By 1975, the papers were talking of “Rollermania”, as in the previous decade’s Beatlemania. By 1976, the band was also huge in America, Australia, Canada and yonder Japan. Internationally, following the band’s lead, fans took to wearing platform shoes, tartan scarves tied to their wrists, and calf-length tartan trousers, which did not look daft at all.
Their principal audience consisted of teenage girls, an anarchic force which, able to organise itself, could take over the world. For decades now, biologists have tried to understand why, in adolescence, females totally lose the nut, screaming, fainting and wetting themselves at the sight of young men playing musical instruments or just stepping out of aeroplanes.
Romantic undertones are suspected, but what possible chance could they have among so many? Perhaps it’s a ritual of reverence for emerging masculinity. I’m getting a message in my earpiece. Out of my depth? No, I’m not. It’s science. Eh? All right, yes, I am just talking tripe off the top of my head. Leave me alane.
Back to the narrative. At this time, Alan Longmuir decided to jack it in, partly out of discomfort at being a chap in his late twenties playing in a teen band. More personnel changes followed and, soon, the game was effectively up – up to a point. The band continued, in one form or another, initially switching to a more new wave sound.

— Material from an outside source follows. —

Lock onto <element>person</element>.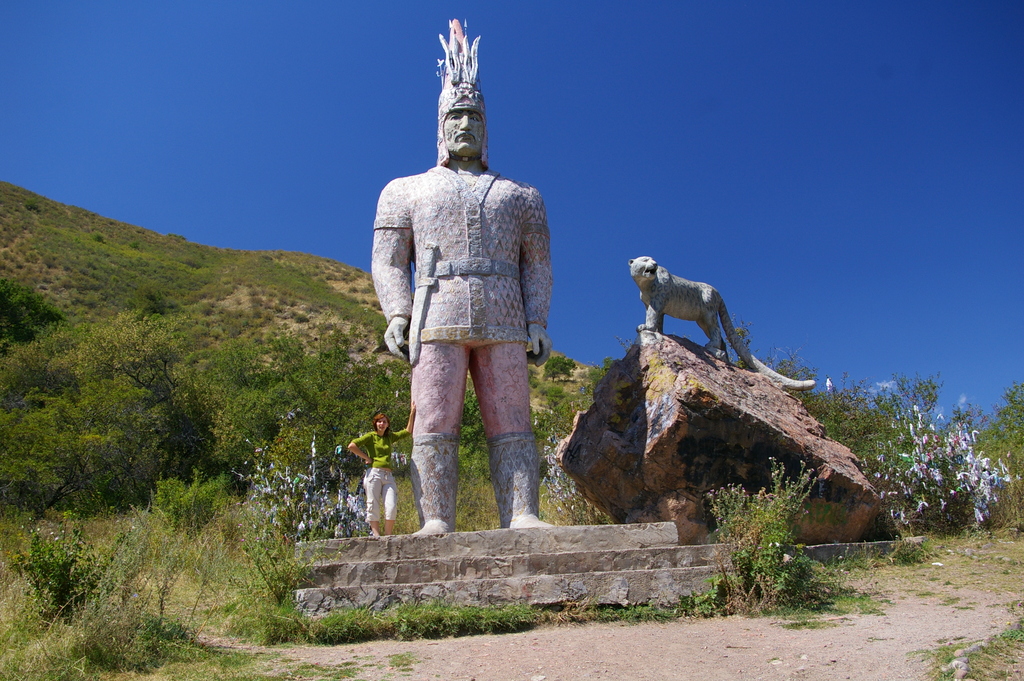
Locked: 367, 75, 552, 536.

In succeeding years, amid the usual fall-outs and lawsuits, they became a tribute band to themselves (with the aforementioned Longmuir eventually rejoining).

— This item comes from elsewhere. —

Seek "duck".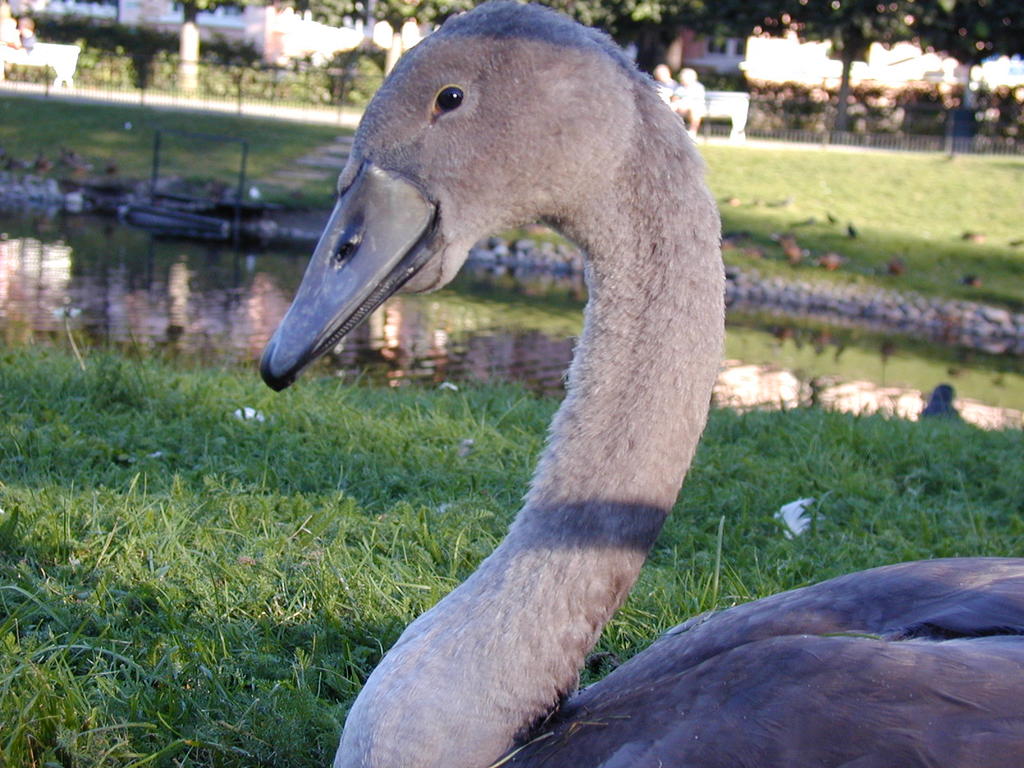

Longmuir, who had retrained as a building inspector, died in July 2018, aged 70, after contracting an illness in Mexico (following two heart attacks and a stroke). McKeown was by Longmuir’s bedside in Scotland the day before he died. After problems with drink and drugs, McKeown himself died of cardiac arrest in April 2021, aged 65, and another former member, Ian Mitchell, passed away in September 2020 of throat cancer. He was 62.
Thankfully, as it were, the band lives on in name at least, with Woody and others perpetuating “Scotland’s original boy band”, as the official website puts it.

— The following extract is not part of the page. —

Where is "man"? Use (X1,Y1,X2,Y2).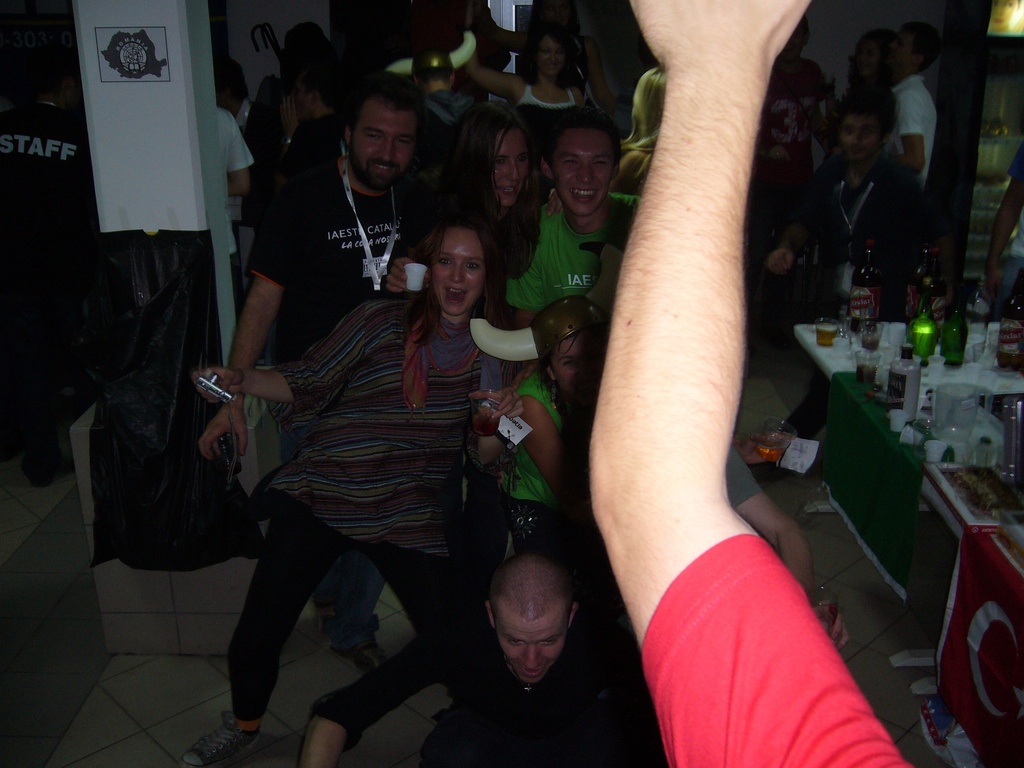
(195,61,430,664).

So, how to access the contribution of the Rollers to Scottish and international culture? Did they bring shame on Scotia? No, of course not. No more than the Osmonds or the Partridge Family did America.
They were wholesome enough looking lads, causing harm to no one. Their music might have been bubblegum, but they were no blowhards. They were just local boys, taken over by a sudden elevation to fame. With that comes terrible pressures that few young folk can withstand, without recourse to drugs, alcohol or peculiar sexual practices.
The last-named was more particularly associated with the band’s manager Tam Paton, whose alleged sordid shenanigans will not sully these virtuous and respectable pages.
Various estimates put the band’s record sales at between 120 million and 300 million worldwide, so those young gals must have been enjoying the music as much as gawping at the boys’ troosers. It’s been said they were all image and no music, but folk surely don’t put on a record unless they like the tune.
When respectable, prog-loving ratepayers play Genesis’s seven-section Supper’s Ready sequence, it’s not because they admired singer Peter Gabriel’s partially scalped hairstyle. It’s for lyrics like: “Yes, we’re happy as fish and gorgeous as geese/And wonderfully clean in the morning.”
Influenced by Burns and Wordsworth, the Rollers’ lyrics similarly yearned for cosmic meaning, as in this section from Shang-a-Lang: “Yeah, we sang shang-a-lang/And we ran with the gang/Doin’ doo wop be dooby do, aye.” To be fair, I thing that’s actually “eye”.
But, aye, the Rollers surely made a notable contribution to pop. They brought innocent happiness to their young female constituency, who screamed in ritual reverence at … oh, right, I’ll can that now.